The good tidings continue for Etsy (ETSY -2.17%) investors. Shares of the arts and crafts marketplace operator hit fresh 52-week highs on Tuesday following a bullish analyst report on Monday afternoon.

Laura Champine at Loop Capital is kicking off her coverage of Etsy with a buy rating and a $32 price target. She's encouraged by the dot-com turnaround story's momentum since a new management team was brought in last year. Etsy's guidance calls for 21% to 23% in revenue growth this year -- in line with where Champine's Wall Street peers are perched -- but she concedes that the forecasts may prove conservative. The only problem with her $32 price goal on the stock is that it suggests less than 10% of upside off of current levels. 

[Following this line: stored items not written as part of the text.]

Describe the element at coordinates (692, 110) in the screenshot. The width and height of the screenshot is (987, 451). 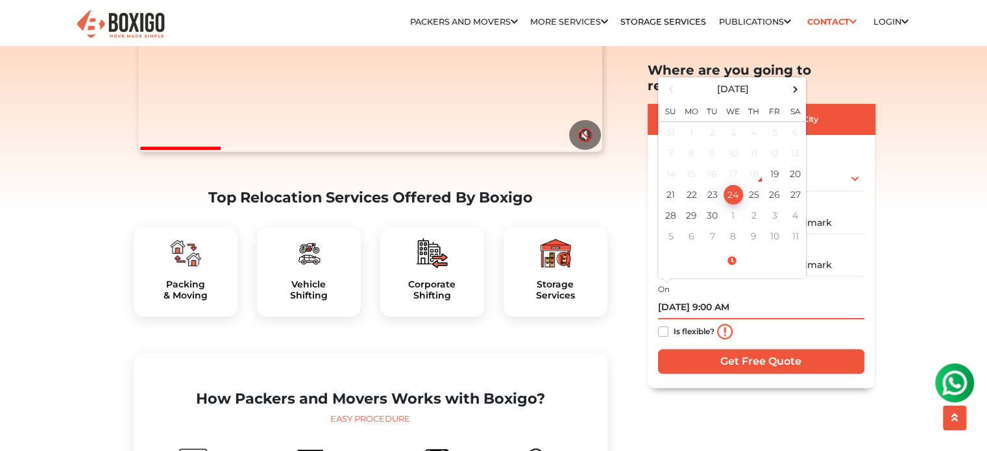
I see `th: Mo` at that location.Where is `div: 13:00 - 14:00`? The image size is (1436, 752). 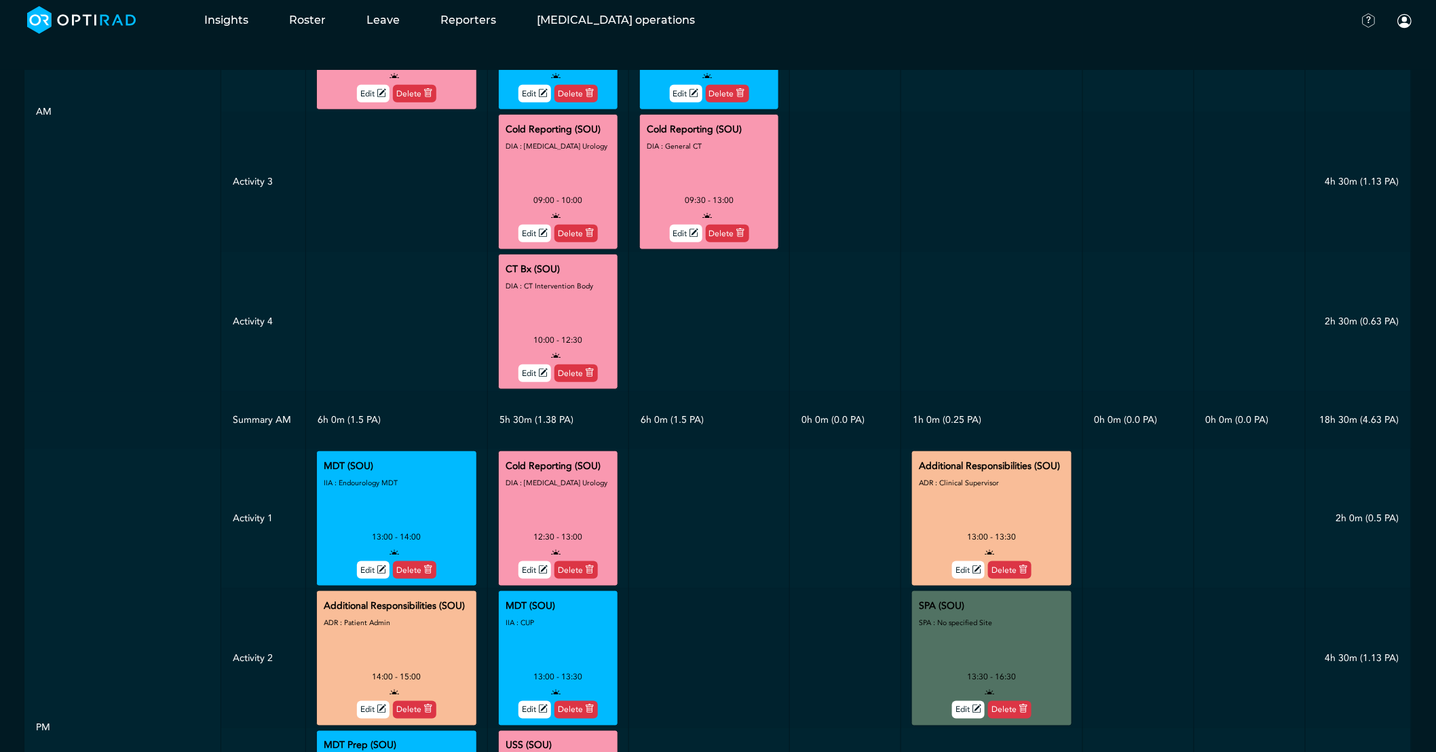 div: 13:00 - 14:00 is located at coordinates (397, 537).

Etsy's remodeled headquarters.

Image source: Etsy.

The Etsy bitsy spider

Etsy stock is on fire. The shares have nearly tripled since the beginning of last year. Things seemed pretty hairy a year ago; financial results were problematic, and buyout chatter began circulating as an exit strategy. There were layoffs announced, as was the exit of Etsy's CEO and CTO.

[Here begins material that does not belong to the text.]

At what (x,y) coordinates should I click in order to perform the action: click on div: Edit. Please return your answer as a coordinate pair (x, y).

The marketplace operator has been bouncing back since new leadership took over, and February's blowout quarter was just its latest exclamation point. Revenue rose 24%, Etsy's third straight quarter of accelerating year-over-year top-line growth. Gross merchandise sales exceeded $1 billion for the first time in any Etsy quarter. Etsy has landed well ahead of Wall Street's profit targets in each of the past three quarters. 

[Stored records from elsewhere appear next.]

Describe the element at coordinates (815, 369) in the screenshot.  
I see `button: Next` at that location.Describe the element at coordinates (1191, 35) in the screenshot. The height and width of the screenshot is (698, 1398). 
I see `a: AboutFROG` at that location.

Active sellers, active buyers, and gross merchandise sales have risen 11%, 17%, and 18% over the past year -- and that's just the way you want to see those metrics line up, with buyers growing faster than sellers and spending more. Services revenue is growing faster than all three of those metrics, again just what you want to see as an investor as Etsy milks its dominant niche position.

Things won't always be perfect. Bloomberg is reporting that there are problems with Etsy's wholesale division, which has been helping some high-volume sellers get their products into brick-and-mortar stores. We also live in a time when it's easier than ever to launch one's own digital storefront to sell directly to arts and crafts shoppers. Etsy is still finding ways to post double-digit growth.

It's not just Loop Capital's Champine who is waxing bullish on Etsy these days. Last week it was Tom Forte at D.A. Davidson boosting his price target from $28 to $33. He had lifted his goal from $26 to $28 following February's strong fourth quarter. Last week's boost comes after meetings with management left him impressed with how Etsy's operations are being fine-tuned.